Striking the war economy is an act of war. The March strikes on Russia’s export terminals at Ust-Luga and Primorsk paralyzed roughly forty percent of the country’s oil-export capacity; a Ukrainian drone hit a St. Petersburg oil terminal on the opening day of Russia’s flagship economic forum. Gas pipelines, depots, terminals — these are legitimate targets, because the war runs on the money they generate. Every ruble denied is a missile not fired at a Ukrainian city. To call this “terrorism” is to demand that the defender fight an army while leaving untouched the economy that arms it — which is to demand that the defender lose. The brand is applied for exactly that reason: to relabel a strike on the means of war as a strike on a people, and so to smuggle the aggressor’s own method onto the defender’s account.
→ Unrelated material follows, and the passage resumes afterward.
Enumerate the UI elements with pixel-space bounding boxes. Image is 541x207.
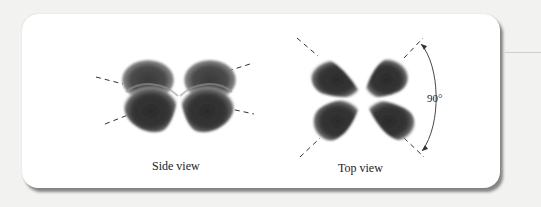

Genocide is intent, and the false-symmetry trap

This brings us to the most abused word in the vocabulary of war. Genocide is not a body count. It is the aim of destroying a group as such — the purpose, not the number, is what the word names. A smaller toll can be genocide if the intent is to erase a people; a larger toll need not be, if the intent was to defeat an army. So the comparison that asks only “who killed more” is asking the wrong question, and the right one — what was being attempted — returns two different answers here. Russia’s aim is the destruction of the Ukrainian nation as such: the de-Ukrainization, the children deported to be remade, the grid struck to freeze a population. Ukraine’s aim is to defeat an army and drain the economy that feeds it. “Both sides kill” therefore settles nothing, because the word that matters describes not the killing but its purpose.

This is exactly why the aggressor reaches for false symmetry, and even for invented atrocity tales — the lurid, manufactured horrors floated to muddy the ledger so that the real and the fictional blur and the audience throws up its hands. The point of these fabrications is not to be believed in detail. It is to drag the defender down to the aggressor’s level, to convert a clean record into a contested one by sheer volume of allegation. Refusing the equivalence is not partisanship. It is accuracy — the simple insistence that a thing alleged is not a thing done, and that a defense is not a genocide because it killed.

And so the maturity that says “both sides do terrible things” is exposed for what it is: not wisdom but the decision, taken under cover of detachment, to stop looking one sentence too early — before the sentence that distinguishes the one who set the fire from the ones trying not to burn. There are two wars on that map, not one. Only one of them is being waged against civilians. The just defender wins the moral argument by the single means that has ever been available to it — by being, in fact, the one that did not make war on a people — and it keeps the rules not because it is weak, but because keeping them is the very thing it is fighting to preserve.